FrackFinder Crowdsourced Platform
The FrackFinder crowdsourced platform has been retired.
On July 31, 2013, SkyTruth launched FrackFinder, a crowdsourced project using Pybossa to find, map, and track sites where drilling for natural gas using hydraulic fracturing (fracking) was occuring in the Marcellus Shale region of Pennsylvania. At the time, it was relatively easy to map where fracking was permitted, but we wanted to know when drilling was actually happening, and the number of acres of land being impacted.
The Johns Hopkins Bloomberg School of Public Health had requested data for Pennsylvania and associated maps to support their study of public health issues related to air quality degradation from fracking.
Although our FrackFinder crowdsourcing platform has been retired, we continue to revise and update the FrackFinder data (for example, see PA and WV). Our current focus is to use machine learning to do what it used to take hundreds of people to accomplish, but we are so grateful to the volunteers who helped us create data sets that are still being used today. This work ultimately led to Maryland’s ban on fracking.
FrackFinder Crowdsourced Projects
Our first project was code-named TADPOLE, and used aerial survey photography taken by the National Agricultural Imagery Program (NAIP) in 2005, 2008 and 2010. We asked volunteers to determine if a given image showed a wellpad. This is an example of what volunteers saw:
Each image was shown to 10 different volunteers and their assessments compared, allowing us to have a very high degree of certainty about an image when most or all of the volunteers agreed about what the image showed.
When we launched project TADPOLE, we didn’t know if anyone would even be interested in helping out, but thanks in part to an article published about SkyTruth the Washington Post, the first batch of imagery was 100% completed in just 29 days by a team of 233 volunteers.
We presented the results on this map:
Project Moor Frog followed in November of that same year and was completed in January 2014. This project asked volunteers to identify ponds near active wellpads large enough to be associated with drilling and fracking. These ponds can contain millions of gallons of wastewater from the fracking process, but no map existed that showed where they were. Project Dart Frog asked volunteers to help us differentiate between manmade or natural ponds and ponds being used in the fracking process (open air fluid impoundments). Students from Shepherd University and the University of San Francisco held FrackFinder-A-Thon events to help us finish this phase of the research.
More crowdsourced projects followed, including Project TADPOLE 2013 and FrackFinder Ohio. By 2017, FrackFinder volunteers had finished 3 states.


■ **Directions**: Without the pictures, output the records below word for word.

Material to process: Begin

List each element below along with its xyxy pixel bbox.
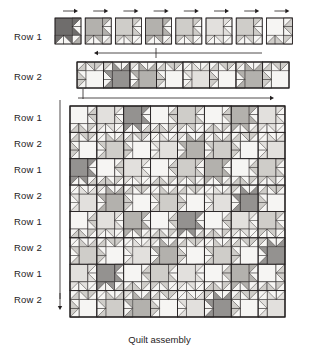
row-label-strip-2: Row 2 bbox=[14, 71, 42, 82]
row-label-1: Row 1 bbox=[14, 112, 42, 123]
row-label-strip-1: Row 1 bbox=[14, 31, 42, 42]
diagram-caption: Quilt assembly bbox=[0, 334, 319, 345]
quilt-assembly-diagram: Row 1 Row 2 Row 1 Row 2 Row 1 Row 2 Row … bbox=[0, 0, 319, 353]
strip-row-1 bbox=[55, 9, 292, 44]
strip-row-2 bbox=[77, 48, 289, 99]
row-label-8: Row 2 bbox=[14, 294, 42, 305]
row-label-3: Row 1 bbox=[14, 164, 42, 175]
row-label-2: Row 2 bbox=[14, 138, 42, 149]
row-label-7: Row 1 bbox=[14, 268, 42, 279]
quilt-diagram-canvas bbox=[0, 0, 319, 353]
row-label-6: Row 2 bbox=[14, 242, 42, 253]
row-label-5: Row 1 bbox=[14, 216, 42, 227]
row-label-4: Row 2 bbox=[14, 190, 42, 201]
quilt-body bbox=[70, 106, 285, 317]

Material to process: End

■ **Solved problem**:
List each element below along with its xyxy pixel bbox.
row-label-strip-2: Row 2 bbox=[14, 71, 42, 82]
row-label-1: Row 1 bbox=[14, 112, 42, 123]
row-label-strip-1: Row 1 bbox=[14, 31, 42, 42]
diagram-caption: Quilt assembly bbox=[0, 334, 319, 345]
quilt-assembly-diagram: Row 1 Row 2 Row 1 Row 2 Row 1 Row 2 Row … bbox=[0, 0, 319, 353]
strip-row-1 bbox=[55, 9, 292, 44]
strip-row-2 bbox=[77, 48, 289, 99]
row-label-8: Row 2 bbox=[14, 294, 42, 305]
row-label-3: Row 1 bbox=[14, 164, 42, 175]
row-label-2: Row 2 bbox=[14, 138, 42, 149]
row-label-7: Row 1 bbox=[14, 268, 42, 279]
quilt-diagram-canvas bbox=[0, 0, 319, 353]
row-label-6: Row 2 bbox=[14, 242, 42, 253]
row-label-5: Row 1 bbox=[14, 216, 42, 227]
row-label-4: Row 2 bbox=[14, 190, 42, 201]
quilt-body bbox=[70, 106, 285, 317]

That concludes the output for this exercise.